Finding Rachel was a surprise. He’d never really thought about her much, her being a tester and all, but the more time he spent with her, the more he saw an opportunity. He knew her type: all bark, no bite, a lot of big words without the conviction to put them into action. She was the sort that thinks posting long rants about fictional characters was activism, but you’d never see her at a demonstration or rally. All that meant Rachel was the ideal target. She was weak-willed and gullible and more than anything, in need of a strong hand to guide her. And oh, he’d guide her, alright. He’d guide her right to where he wanted her to be.

*

He starts watching more videos of animals killing each other. Starts with insects, because they’re easier. They don’t look like his Kate, look almost alien, and more importantly, they don’t scream when they’re killed. At least not audibly. He moves on to fish, which is fine too. Moves on to birds, which are a little harder to watch, as they do make noises. Then mammals, and this is the hardest part. They’re just so… like her. He watches a lion rip out the throat of a zebra and instantly he’s transported back to that day, back to that dimly lit barn, the smell of straw and blood fresh in his nose. He nearly turns the video off. What is he even doing? What is he hoping to accomplish?

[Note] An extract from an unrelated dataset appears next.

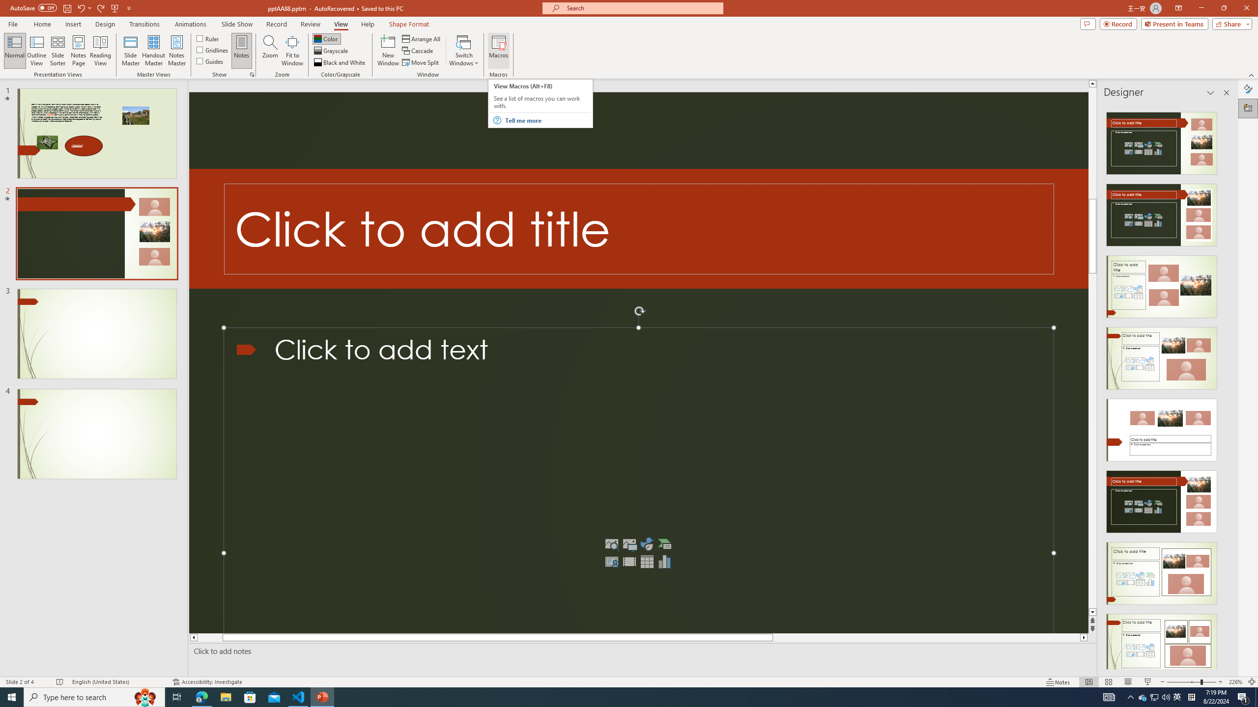 The height and width of the screenshot is (707, 1258). Describe the element at coordinates (131, 51) in the screenshot. I see `Slide Master` at that location.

He thinks of her, his sweet little Kate. Thinks of the pain she must’ve felt. He’d watched that day on repeat in his head for over twenty years. The glint of the knife. The fear in her eyes. She’d known what was happening, he is sure of it. She’d seen it coming.

And he’d let it happen.

He shakes his head, trying to repel the memories. This is what it’s about. It’s about taking that memory and moulding it into something he could think back on without crying. He turns back to the video. He can do this. Just like with the other shock sites, he can dull his senses.

He presses play on the video, and he watches.

*

Rachel was so easy to corrupt, it was almost laughable. No, not almost—it is laughable. He couldn’t help but smile whenever he managed to subtly push her into the direction of more and more exploitative money-making schemes. That isn’t to say there weren’t some compromises—unfortunately, Dana was more than happy to help her girlfriend remember that it was Rachel who was really the Head of Monetization. No matter. They still made money hand over fist. Brad was still back where he wanted to be, partnership or no.

And it was… fine. It was all fine.

Thing was, once he’d gotten used to this familiar-yet-new situation, it became boring. Crushingly boring. He’d gone from the lowest of the low to being back in power in record time, but it just didn’t feel as powerful as it once had. In fact, he felt rather like a lobster slowly being cooked. The problem was, now that Rachel had proved that even she could make a million dollars, it became clear to him that anyone could make a million dollars at Mythic Quest. It was simply too big to fail.

He thought about his brother, wondered what he would do.

Kill the pig.

Sure. He could do that. He could destroy MQ. Fill the pig with gold until it bursts, entrails slithering out like they had in that movie. He just… didn’t want to. For some reason. For a lot of reasons, most of which he’d rather die than admit to. Still, something had to change or he would boil to death.

And he sure as hell wasn’t a fucking lobster.

It was Dana, in the end, who provided an out. Of course it was Dana. She’d always stuck out to him more than Rachel. There was something about her, a certain air of I-don’t-give-a-shit that made her so much more palatable than Rachel’s constant need for attention.

Dana had no real power, he knew that. Not yet, anyway. But he would guide her, like he had guided Rachel. Those two lovebirds. He had corrupted one, he could do the same again.

He smiled. He was no mouse, no shark, no lesser animal at all. He was the butcher with his knife and he would carve Mythic Quest into pieces if he had to.

*

He is forty-one and David asks what brings him joy. He doesn’t have to think about it.

“Predator-prey videos,” he says.

Notes:

I watched Faces of Death for this so I hope y'all appreciate this.